The Riding School: A bright side to the dark side of the year
Like many horsepeople, The Riding Instructor is mourning the loss of precious post-work riding and teaching time thanks to Daylight Savings. How to manage?
From The Riding Instructor:
Hello, loyal readers.
I know, I missed a week. There’s all kinds of reasons, but the main one is that I’m in mourning. No, old Lightning didn’t finally shuffle off this mortal coil and no one perished in a tragic hoof-picking accident. What I’m mourning is…the loss of the light.
Yes, my least favorite day of the year: the end of Daylight Saving time. I know lots of people love it – they get an hour’s extra sleep, it’s not pitch dark in the morning as they leave for work – but I hate it. I’d be happy if it didn’t get light until 9 a.m. if it stayed light until 6 p.m. Because it means the end of what I love to do: riding outside.
For myself, it means that riding is either a weekend-only activity or that it involves considerable schlepping (not to mention a $15 ring fee) to get to the closest indoor. No matter how hard I try (Need help on a paper, kid? College essay due tomorrow? Too bad, I’ve got horses to ride!), I can’t get myself home from my day job before – at the earliest – 4:15…by the time I change, groom and tack up (and, of course, the horse is always plastered in mud), I have exactly three minutes of daylight left. I have friends who ride in the dark, but I’ve never quite trusted myself or my pony to execute this maneuver safely.
And as an instructor of after-school lessons, it means no more outdoor ring…you know, the one that’s big enough to jump a course in? It means we’re stuck in the indoor for the next four to five months.
So every year it makes me sad. But then I try to focus on what we can do, instead of what we can’t. Lessons become about new skills (Time to learn leg yield! Flying lead changes! Jump a gymnastic without stirrups; without reins; without stirrups OR reins!) or approaching old skills in new ways (we had a spirited game of mounted musical chairs the other day; my little fishie toys are coming out of summer retirement; vaulting makes its way back into the lesson curriculum). With my own horses, I incorporate some quality grooming time; all the tack gets stripped and cleaned and organized; the summer’s cobwebs and dust bunnies are forcibly removed from the barn aisle and tack room. I exit the winter months refreshed and ready for spring’s competitions and challenges.
So while the lack of outdoor time gives me a bit of seasonal affective disorder, it also gives me a chance to rest up, get on top of things, and make sure my students are just as excited about the winter work that improves their skills as they are about summer’s shows and trail rides.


WHAT YOU NEED TO DO - Return each line of the records below that contains the word "population".

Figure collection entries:
========================================

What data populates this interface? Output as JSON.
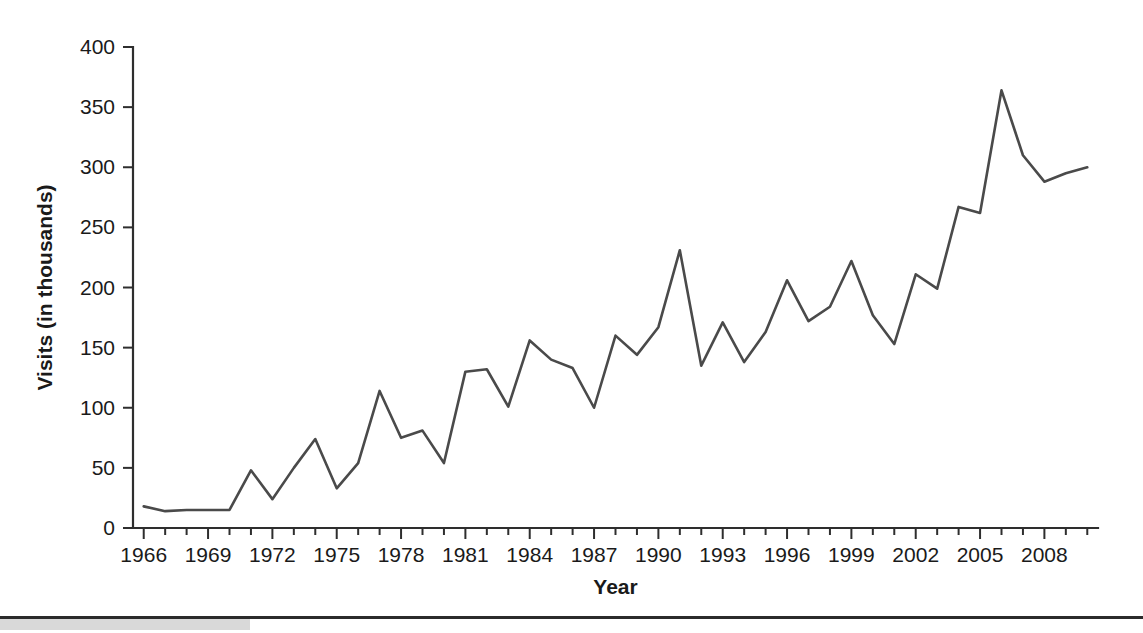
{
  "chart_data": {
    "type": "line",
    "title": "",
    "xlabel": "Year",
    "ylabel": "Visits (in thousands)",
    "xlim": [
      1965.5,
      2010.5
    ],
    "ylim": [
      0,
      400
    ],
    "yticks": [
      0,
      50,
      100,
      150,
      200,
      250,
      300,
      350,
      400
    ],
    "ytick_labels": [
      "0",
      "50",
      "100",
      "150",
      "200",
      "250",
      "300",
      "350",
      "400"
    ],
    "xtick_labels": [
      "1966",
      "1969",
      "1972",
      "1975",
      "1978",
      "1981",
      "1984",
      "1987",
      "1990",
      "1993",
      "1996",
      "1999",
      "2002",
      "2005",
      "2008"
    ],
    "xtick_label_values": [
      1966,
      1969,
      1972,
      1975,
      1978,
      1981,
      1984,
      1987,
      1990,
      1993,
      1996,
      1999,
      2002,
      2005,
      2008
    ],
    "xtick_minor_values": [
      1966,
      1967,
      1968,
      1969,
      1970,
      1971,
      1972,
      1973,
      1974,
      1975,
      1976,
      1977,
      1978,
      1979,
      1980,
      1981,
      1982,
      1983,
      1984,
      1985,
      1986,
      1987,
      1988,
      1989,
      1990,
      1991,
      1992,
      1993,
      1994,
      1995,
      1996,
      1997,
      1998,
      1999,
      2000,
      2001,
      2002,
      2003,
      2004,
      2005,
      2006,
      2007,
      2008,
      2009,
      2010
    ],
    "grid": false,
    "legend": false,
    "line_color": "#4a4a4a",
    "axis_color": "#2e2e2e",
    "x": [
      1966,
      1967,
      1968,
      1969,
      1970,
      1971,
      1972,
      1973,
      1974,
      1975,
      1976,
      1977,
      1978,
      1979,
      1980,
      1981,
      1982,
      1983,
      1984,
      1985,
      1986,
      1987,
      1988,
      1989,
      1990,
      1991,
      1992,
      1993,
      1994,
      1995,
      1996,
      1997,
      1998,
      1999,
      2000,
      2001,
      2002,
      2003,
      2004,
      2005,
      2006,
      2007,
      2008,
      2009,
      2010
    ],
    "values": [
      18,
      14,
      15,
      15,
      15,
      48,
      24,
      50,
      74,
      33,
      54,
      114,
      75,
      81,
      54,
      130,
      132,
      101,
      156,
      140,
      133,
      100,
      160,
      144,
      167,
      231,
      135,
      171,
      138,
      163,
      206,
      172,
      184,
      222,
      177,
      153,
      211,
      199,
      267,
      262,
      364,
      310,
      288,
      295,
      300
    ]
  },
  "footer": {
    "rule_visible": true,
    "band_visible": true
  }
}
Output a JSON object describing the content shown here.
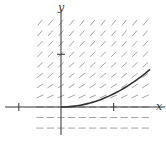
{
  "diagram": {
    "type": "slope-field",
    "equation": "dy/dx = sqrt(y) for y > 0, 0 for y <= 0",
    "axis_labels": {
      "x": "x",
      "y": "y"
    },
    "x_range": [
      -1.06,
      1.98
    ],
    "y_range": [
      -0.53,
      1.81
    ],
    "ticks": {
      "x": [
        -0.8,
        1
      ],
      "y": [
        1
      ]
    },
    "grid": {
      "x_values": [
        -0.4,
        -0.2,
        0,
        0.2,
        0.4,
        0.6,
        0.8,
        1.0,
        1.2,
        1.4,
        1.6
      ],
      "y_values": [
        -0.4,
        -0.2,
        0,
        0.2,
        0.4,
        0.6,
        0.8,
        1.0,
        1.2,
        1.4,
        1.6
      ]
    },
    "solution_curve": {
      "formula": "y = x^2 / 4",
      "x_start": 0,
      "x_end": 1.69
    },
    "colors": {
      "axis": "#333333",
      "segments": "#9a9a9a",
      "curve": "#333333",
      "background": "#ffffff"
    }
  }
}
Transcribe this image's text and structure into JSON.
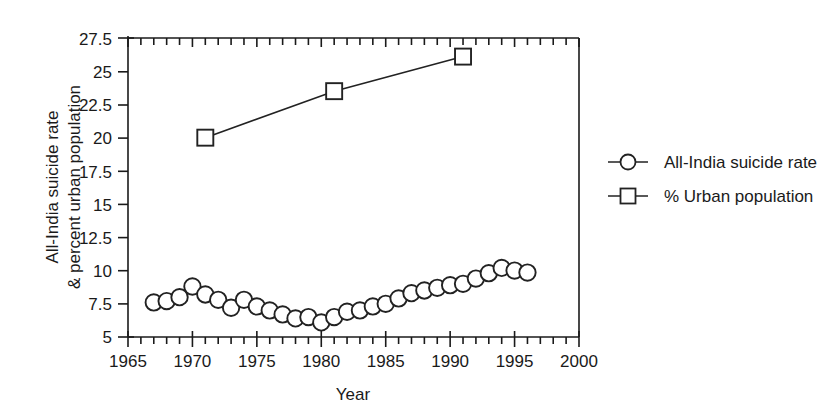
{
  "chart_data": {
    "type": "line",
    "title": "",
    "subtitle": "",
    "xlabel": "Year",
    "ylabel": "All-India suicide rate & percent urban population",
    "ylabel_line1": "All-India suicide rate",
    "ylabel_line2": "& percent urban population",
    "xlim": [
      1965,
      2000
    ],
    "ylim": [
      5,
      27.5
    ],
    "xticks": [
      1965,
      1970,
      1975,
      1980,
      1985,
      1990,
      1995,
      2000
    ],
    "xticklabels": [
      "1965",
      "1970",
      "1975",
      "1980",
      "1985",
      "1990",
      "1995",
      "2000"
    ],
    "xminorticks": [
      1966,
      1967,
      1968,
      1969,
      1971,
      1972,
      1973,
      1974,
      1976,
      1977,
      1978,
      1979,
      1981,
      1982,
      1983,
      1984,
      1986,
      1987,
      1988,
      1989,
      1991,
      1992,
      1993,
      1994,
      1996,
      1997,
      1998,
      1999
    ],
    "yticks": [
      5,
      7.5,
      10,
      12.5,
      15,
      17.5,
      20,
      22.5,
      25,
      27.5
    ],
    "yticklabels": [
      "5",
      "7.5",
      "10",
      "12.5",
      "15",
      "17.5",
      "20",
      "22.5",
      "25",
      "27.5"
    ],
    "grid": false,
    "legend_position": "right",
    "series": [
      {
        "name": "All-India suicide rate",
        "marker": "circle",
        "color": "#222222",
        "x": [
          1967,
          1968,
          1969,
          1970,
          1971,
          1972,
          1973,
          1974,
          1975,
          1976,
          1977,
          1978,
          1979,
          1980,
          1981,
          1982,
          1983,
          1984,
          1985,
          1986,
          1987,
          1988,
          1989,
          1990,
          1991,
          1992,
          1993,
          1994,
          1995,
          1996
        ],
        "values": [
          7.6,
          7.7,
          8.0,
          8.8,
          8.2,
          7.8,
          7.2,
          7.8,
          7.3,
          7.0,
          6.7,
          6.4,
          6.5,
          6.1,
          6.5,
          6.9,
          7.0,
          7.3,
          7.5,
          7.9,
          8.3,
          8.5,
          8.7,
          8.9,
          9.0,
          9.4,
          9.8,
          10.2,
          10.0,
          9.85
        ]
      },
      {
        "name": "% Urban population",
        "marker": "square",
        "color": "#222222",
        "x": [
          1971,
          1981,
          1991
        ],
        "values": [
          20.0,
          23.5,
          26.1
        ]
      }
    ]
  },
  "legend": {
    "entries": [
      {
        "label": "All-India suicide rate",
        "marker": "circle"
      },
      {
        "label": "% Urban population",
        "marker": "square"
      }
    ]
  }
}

========================================

WRITTEN SOLUTION -
    "ylabel": "All-India suicide rate & percent urban population",
    "ylabel_line2": "& percent urban population",
        "name": "% Urban population",
        "label": "% Urban population",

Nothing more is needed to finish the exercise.